Real Estate, Interest Rates, Inflation, Oh My!
Real estate is often known as a slow moving giant. So when it starts to bow under economic strife, over-leveraged homeowners, and collapsing financial institutions, we get the nail-biting task of watching the chart dive in slow motion.
Taking the hardest hit in the the housing bubble, slow motion pop is new home sales which have declined steeply over the past two years. It now takes an average of 9 months to sell a home that has recently completed construction. Remember the days when the complex was sold out before the builder broke ground? Yeah, they’re long gone.
But existing homes on the West coast seem to have had a small bounce in the grand scheme of a plunging market with a recent surge of 23% almost a complete recovery of August’s decline. Which, dare I say, is a temporary stagnation. Who would have thought this would be such encouraging news. However, the Northeast housing market stats are still dismal, sitting at their lowest rate in 35 years. The Midwest fairing only slightly better with home sales hanging at their lowest in 17 years.
Interest rates are still very low at 6.04% but with many home buyers not confident enough to buy and qualifying so difficult for those who are, the interest rates are not infusing the housing market with the same fervor as we saw a few years back.

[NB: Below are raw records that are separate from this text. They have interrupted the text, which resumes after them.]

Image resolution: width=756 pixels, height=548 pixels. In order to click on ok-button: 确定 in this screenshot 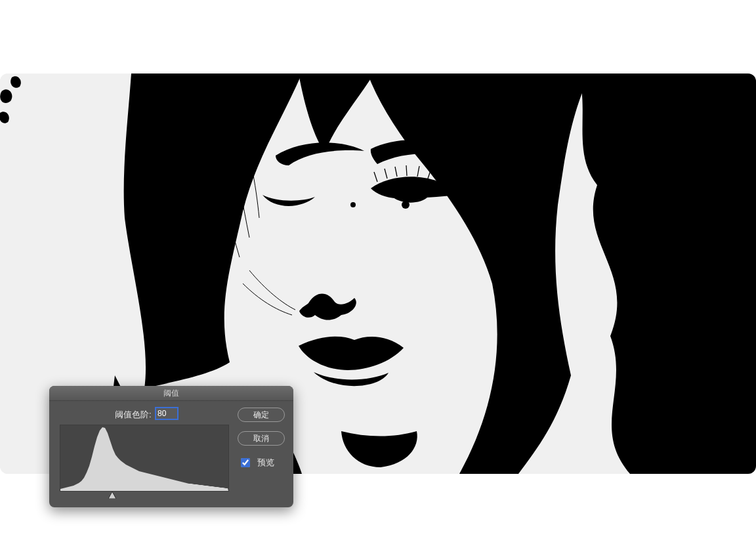, I will do `click(261, 415)`.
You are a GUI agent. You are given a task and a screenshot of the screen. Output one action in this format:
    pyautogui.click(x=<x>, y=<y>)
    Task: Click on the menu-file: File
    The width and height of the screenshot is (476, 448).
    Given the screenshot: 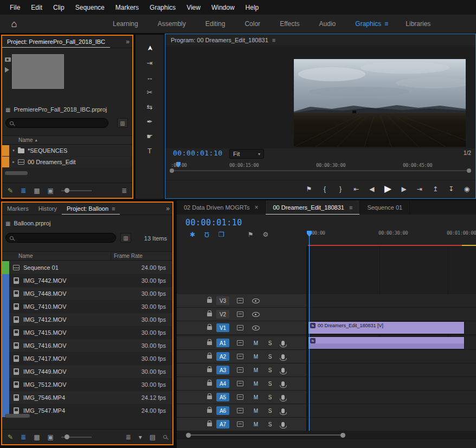 What is the action you would take?
    pyautogui.click(x=15, y=8)
    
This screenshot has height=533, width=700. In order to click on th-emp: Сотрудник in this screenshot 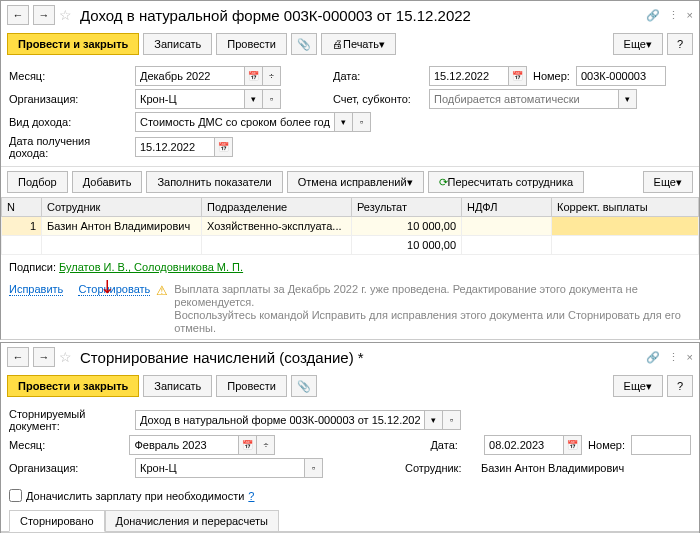, I will do `click(122, 208)`.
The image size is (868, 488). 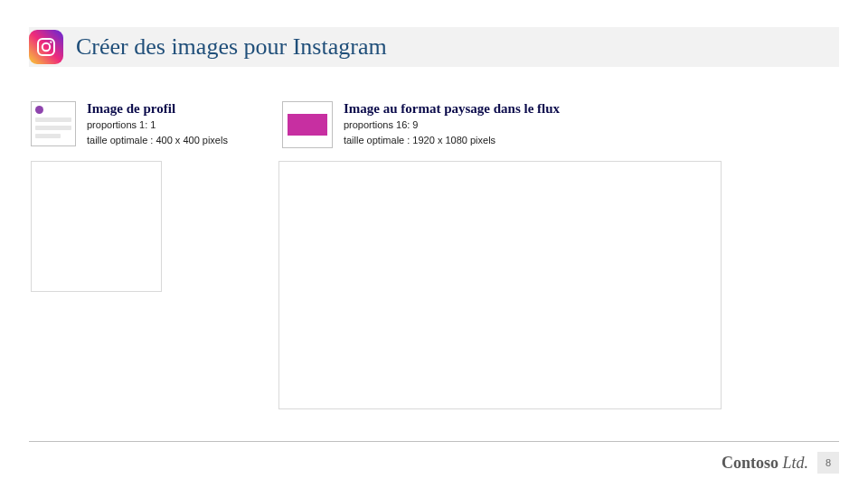 What do you see at coordinates (96, 226) in the screenshot?
I see `profile-placeholder` at bounding box center [96, 226].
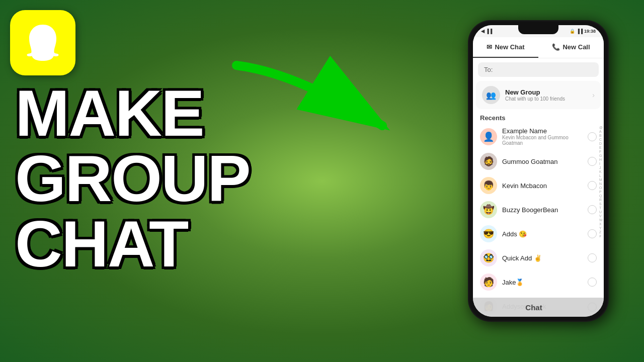 The height and width of the screenshot is (362, 644). Describe the element at coordinates (538, 234) in the screenshot. I see `list-item: 😎 Adds 😘` at that location.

Now factor in the dollar, worth considerable less than just a couple of years ago, and what that is doing to the average household’s expendable income. It appears the slow moving giant of real estate has only one way to go. But don’t be so hasty to give up on the old giant.
When the market behaves erratically, and steep declines like 700 points in a day spook investors enough to step out of the game, real estate looks like that old stand by investment. After all, one cannot make more land like the government prints more money.
Another interesting observation… as the general public loses faith in institutional investing, the average investor will lean more on his/her own research than the advice of financial giants which, interestingly enough, are very large and quick moving animals. (i.e. Today: Look at your hefty 401k! Tomorrow: How to live on pennies a day.) This means investment dollars will infuse smaller, more fast-moving public companies and that people will once again turn to that old stand by, not-going-anywhere, real estate.